What does file search automate for RAG pipelines?

File search is presented as a hosted RAG system. Developers upload files to a vector store, and the system handles preprocessing such as chunking and embedding. It also optimizes retrieval and reranking so the model gets the most relevant context at the right time, without building and tuning a full retrieval pipeline. In the demo, uploaded PDFs were searched with citations to the exact files used.

What does MCP add beyond built-in tools like web search and file search?

MCP (Model Context Protocol) is described as a way to connect models to remote MCP servers that expose “hundreds and hundreds” of tools. Instead of only using OpenAI-hosted tools, the model can access provider-specific capabilities exposed by an MCP server. In the Shopify example, the model connects to a specific store, fetches the tools that Shopify exposes (e.g., search, catalog, get cart, update card), and then uses them to retrieve product information.

Why combine web search with code interpreter?

Web search can fetch current or historical data, while code interpreter can compute and visualize it deterministically by running Python. The demo shows web search retrieving weather information and code interpreter generating a comparison chart using historical data. The session also notes a practical prompt tactic: instruct the model to search once to avoid web-search “spiraling” when tool chaining is involved.

How does the dashboard app turn tool results into visual components?

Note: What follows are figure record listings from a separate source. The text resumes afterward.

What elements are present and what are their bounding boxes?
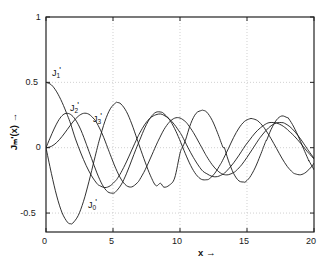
x-tick-label: 5	[109, 237, 114, 246]
y-axis-title: Jₘ'(x) →	[8, 89, 19, 175]
curve-label-prime: '	[95, 197, 97, 207]
curve-label-prime: '	[59, 65, 61, 75]
curves-group	[46, 82, 314, 224]
figure-root: 05101520 10.50-0.5 x → Jₘ'(x) → J0'J1'J2…	[0, 0, 332, 269]
y-tick-label: 0.5	[25, 78, 38, 87]
y-axis-title-wrap: Jₘ'(x) →	[2, 94, 20, 174]
curve-J3-prime	[46, 113, 314, 187]
J0-prime-label: J0'	[88, 198, 97, 211]
x-axis-title: x →	[198, 248, 215, 258]
x-tick-label: 15	[239, 237, 249, 246]
y-tick-label: 1	[36, 13, 41, 22]
x-tick-label: 20	[306, 237, 316, 246]
curve-J0-prime	[46, 102, 314, 224]
x-tick-label: 10	[172, 237, 182, 246]
y-tick-label: 0	[36, 143, 41, 152]
x-tick-label: 0	[42, 237, 47, 246]
curve-label-prime: '	[77, 100, 79, 110]
J1-prime-label: J1'	[52, 66, 61, 79]
J2-prime-label: J2'	[70, 101, 79, 114]
curve-label-prime: '	[100, 111, 102, 121]
J3-prime-label: J3'	[93, 112, 102, 125]
y-tick-label: -0.5	[20, 209, 36, 218]
plot-svg	[0, 0, 332, 269]
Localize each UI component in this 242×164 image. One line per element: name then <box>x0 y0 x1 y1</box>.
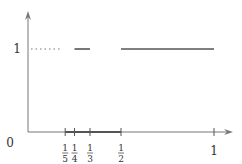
x-tick-label-denominator: 4 <box>72 154 78 164</box>
x-tick-label-denominator: 2 <box>118 154 124 164</box>
x-tick-label-numerator: 1 <box>118 143 124 153</box>
x-tick-label-numerator: 1 <box>72 143 78 153</box>
x-tick-label-denominator: 5 <box>62 154 68 164</box>
x-tick-label-denominator: 3 <box>87 154 93 164</box>
x-tick-label-numerator: 1 <box>87 143 93 153</box>
step-function-diagram: 0 1 151413121 <box>0 0 242 164</box>
axes <box>25 11 233 135</box>
x-tick-label-numerator: 1 <box>62 143 68 153</box>
x-ticks: 151413121 <box>62 128 218 164</box>
x-tick-label: 1 <box>210 144 218 158</box>
origin-label: 0 <box>6 136 14 150</box>
y-tick-label-1: 1 <box>13 42 21 56</box>
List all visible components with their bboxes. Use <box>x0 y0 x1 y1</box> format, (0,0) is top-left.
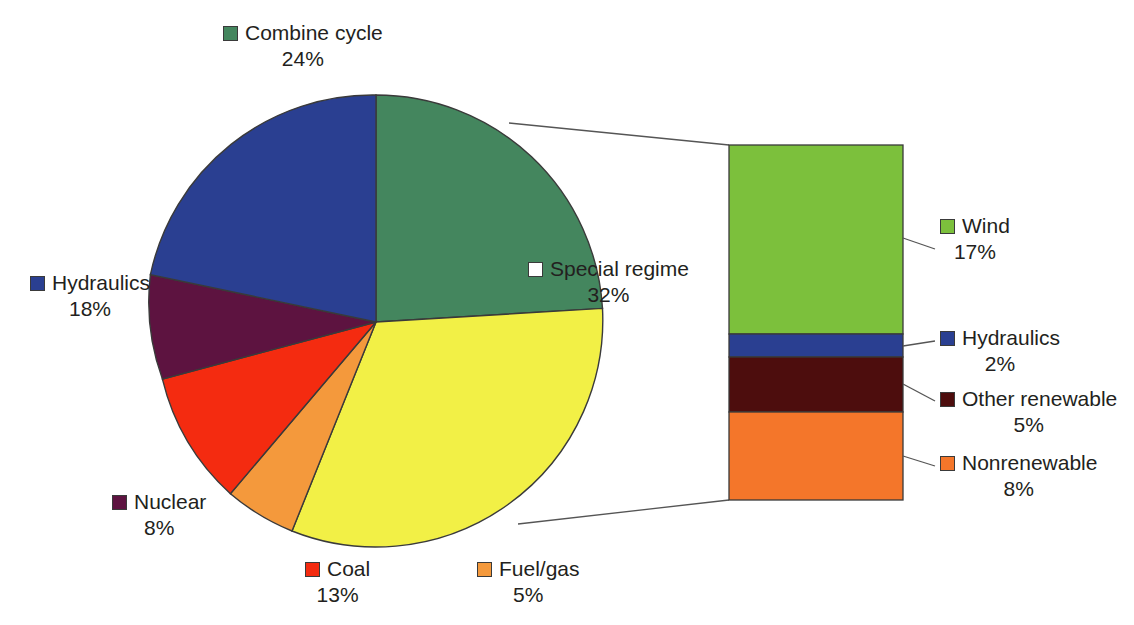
leader-line-other-renewable <box>903 384 935 401</box>
nonrenewable-swatch-icon <box>940 456 955 471</box>
nonrenewable-label-text: Nonrenewable <box>962 450 1097 476</box>
coal-swatch-icon <box>305 562 320 577</box>
pie-label-combine-cycle: Combine cycle 24% <box>223 20 383 72</box>
bar-label-other-renewable: Other renewable 5% <box>940 386 1117 438</box>
fuel-gas-label-pct: 5% <box>477 582 580 608</box>
other-renewable-label-text: Other renewable <box>962 386 1117 412</box>
special-regime-label-pct: 32% <box>528 282 689 308</box>
nuclear-label-text: Nuclear <box>134 489 206 515</box>
special-regime-label-text: Special regime <box>550 256 689 282</box>
bar-label-hydraulics: Hydraulics 2% <box>940 325 1060 377</box>
breakout-line-top <box>509 123 729 145</box>
bar-label-wind: Wind 17% <box>940 213 1010 265</box>
wind-label-text: Wind <box>962 213 1010 239</box>
other-renewable-label-pct: 5% <box>940 412 1117 438</box>
pie-chart <box>149 95 603 547</box>
other-renewable-swatch-icon <box>940 392 955 407</box>
bar-segment-other-renewable[interactable] <box>729 357 903 412</box>
fuel-gas-swatch-icon <box>477 562 492 577</box>
bar-hydraulics-label-pct: 2% <box>940 351 1060 377</box>
hydraulics-label-pct: 18% <box>30 296 150 322</box>
bar-label-nonrenewable: Nonrenewable 8% <box>940 450 1097 502</box>
wind-label-pct: 17% <box>940 239 1010 265</box>
leader-line-nonrenewable <box>903 456 935 466</box>
combine-cycle-label-text: Combine cycle <box>245 20 383 46</box>
wind-swatch-icon <box>940 219 955 234</box>
fuel-gas-label-text: Fuel/gas <box>499 556 580 582</box>
breakout-line-bottom <box>518 500 729 524</box>
leader-line-hydraulics <box>903 341 935 346</box>
hydraulics-label-text: Hydraulics <box>52 270 150 296</box>
bar-segment-nonrenewable[interactable] <box>729 412 903 500</box>
pie-label-coal: Coal 13% <box>305 556 370 608</box>
bar-label-leader-lines <box>903 238 935 466</box>
combine-cycle-label-pct: 24% <box>223 46 383 72</box>
hydraulics-swatch-icon <box>30 276 45 291</box>
stacked-bar <box>729 145 903 500</box>
nonrenewable-label-pct: 8% <box>940 476 1097 502</box>
pie-label-hydraulics: Hydraulics 18% <box>30 270 150 322</box>
bar-hydraulics-label-text: Hydraulics <box>962 325 1060 351</box>
chart-canvas: Combine cycle 24% Hydraulics 18% Nuclear… <box>0 0 1134 625</box>
bar-hydraulics-swatch-icon <box>940 331 955 346</box>
pie-label-special-regime: Special regime 32% <box>528 256 689 308</box>
special-regime-swatch-icon <box>528 262 543 277</box>
coal-label-pct: 13% <box>305 582 370 608</box>
pie-label-nuclear: Nuclear 8% <box>112 489 206 541</box>
combine-cycle-swatch-icon <box>223 26 238 41</box>
bar-segment-wind[interactable] <box>729 145 903 334</box>
coal-label-text: Coal <box>327 556 370 582</box>
pie-label-fuel-gas: Fuel/gas 5% <box>477 556 580 608</box>
nuclear-label-pct: 8% <box>112 515 206 541</box>
leader-line-wind <box>903 238 935 249</box>
bar-segment-hydraulics[interactable] <box>729 334 903 357</box>
nuclear-swatch-icon <box>112 495 127 510</box>
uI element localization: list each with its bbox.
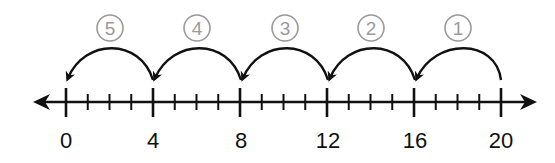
svg-text:5: 5 bbox=[105, 18, 116, 39]
jump-arc-5 bbox=[68, 48, 153, 80]
svg-text:3: 3 bbox=[280, 18, 291, 39]
tick-label-0: 0 bbox=[60, 128, 72, 153]
tick-label-12: 12 bbox=[316, 128, 340, 153]
jump-arc-2 bbox=[330, 48, 415, 80]
jump-arc-1 bbox=[417, 48, 501, 80]
svg-text:1: 1 bbox=[453, 18, 464, 39]
tick-label-4: 4 bbox=[147, 128, 159, 153]
tick-marks bbox=[66, 88, 501, 117]
step-labels: 1 2 3 4 5 bbox=[97, 15, 471, 41]
jump-arcs bbox=[68, 48, 501, 80]
jump-arc-3 bbox=[243, 48, 328, 80]
number-line-diagram: 0 4 8 12 16 20 1 2 3 4 5 bbox=[0, 0, 555, 163]
tick-label-20: 20 bbox=[489, 128, 513, 153]
step-label-1: 1 bbox=[445, 15, 471, 41]
svg-text:2: 2 bbox=[366, 18, 377, 39]
step-label-5: 5 bbox=[97, 15, 123, 41]
tick-labels: 0 4 8 12 16 20 bbox=[60, 128, 513, 153]
step-label-4: 4 bbox=[184, 15, 210, 41]
tick-label-16: 16 bbox=[403, 128, 427, 153]
step-label-2: 2 bbox=[358, 15, 384, 41]
svg-text:4: 4 bbox=[192, 18, 203, 39]
step-label-3: 3 bbox=[272, 15, 298, 41]
tick-label-8: 8 bbox=[235, 128, 247, 153]
jump-arc-4 bbox=[155, 48, 241, 80]
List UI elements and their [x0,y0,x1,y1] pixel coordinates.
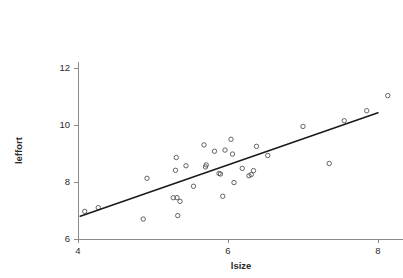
y-tick-label: 8 [65,176,70,187]
x-tick-label: 6 [225,245,230,256]
data-point [232,180,236,184]
x-axis-tick-labels: 468 [75,245,380,256]
data-point [145,176,149,180]
y-tick-label: 12 [59,62,70,73]
data-point [141,217,145,221]
y-axis-title: leffort [13,136,24,164]
data-point [386,93,390,97]
plot-canvas: 681012 468 leffort lsize [0,0,403,278]
data-point [223,148,227,152]
x-tick-label: 4 [75,245,80,256]
data-point [342,119,346,123]
data-point [221,194,225,198]
data-points-group [83,93,390,221]
data-point [301,124,305,128]
data-point [327,161,331,165]
data-point [229,137,233,141]
tick-marks-group [74,68,378,243]
scatter-plot-figure: 681012 468 leffort lsize [0,0,403,278]
data-point [184,164,188,168]
data-point [202,143,206,147]
data-point [240,166,244,170]
data-point [173,168,177,172]
x-axis-title: lsize [231,260,252,271]
x-tick-label: 8 [375,245,380,256]
data-point [266,153,270,157]
data-point [176,213,180,217]
data-point [178,199,182,203]
axes-group [78,62,403,239]
data-point [174,155,178,159]
y-tick-label: 6 [65,233,70,244]
data-point [230,152,234,156]
data-point [191,184,195,188]
data-point [254,144,258,148]
data-point [212,149,216,153]
data-point [83,209,87,213]
regression-line [80,113,378,216]
data-point [365,109,369,113]
y-tick-label: 10 [59,119,70,130]
y-axis-tick-labels: 681012 [59,62,70,244]
regression-line-group [80,113,378,216]
data-point [251,168,255,172]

The app uses a custom function called “generate component” with structured outputs to define a schema for UI elements (cards, charts, tables). When the model decides it has displayable results, it calls this function with parameters like titles/values/descriptions for cards, chart data for charts, or row data for tables. The frontend then updates a store so the dashboard renders the new components.

Review Questions

  1. What are the three steps required for traditional function calling, and which step is handled automatically by built-in tools?
  2. In what situations should a prompt instruct the model to “search once,” and why does that matter when chaining tools?
  3. How do file search and code interpreter each reduce different types of engineering work (retrieval vs computation) in a RAG-and-analytics workflow?

Key Points

  1. 1

    Built-in tools run on OpenAI infrastructure, so developers typically don’t need to execute tool calls in their own code or manually feed results back into the model’s context.

  2. 2

    Web search addresses LLM knowledge cutoffs by enabling real-time access to public information through OpenAI’s indexing services.

  3. 3

    File search provides hosted RAG by automating chunking, embedding, retrieval, and reranking over uploaded files, reducing the need to build a custom retrieval pipeline.

  4. 4

    MCP connects models to remote tool servers, letting apps access provider-specific capabilities (e.g., Shopify store actions) through a standardized protocol.

  5. 5

    Code interpreter executes Python deterministically for data analysis and chart generation, and it can operate on files available in its tool environment.

  6. 6

    Tool chaining is supported: combining web search with code interpreter enables multi-step workflows like fetching data and then computing comparisons and visualizations.

  7. 7

    When building UIs, structured outputs can bridge tool results to dashboard components (cards, tables, charts) via a custom “generate component” function.

Highlights

Built-in tools eliminate the “execute the function in your code” step from function calling by running tools automatically and injecting results into the conversation context.
File search handles the hard parts of RAG—chunking, embedding, retrieval, and reranking—so developers can upload files and ask questions with citations.
MCP turns a model into a connector for external ecosystems like Shopify by exposing the remote server’s available tools to the model.
Code interpreter provides deterministic computation by running Python on OpenAI infrastructure, enabling reliable charts and analysis.
The dashboard demo shows a practical pattern: hosted tools fetch/compute data, while structured outputs drive UI rendering.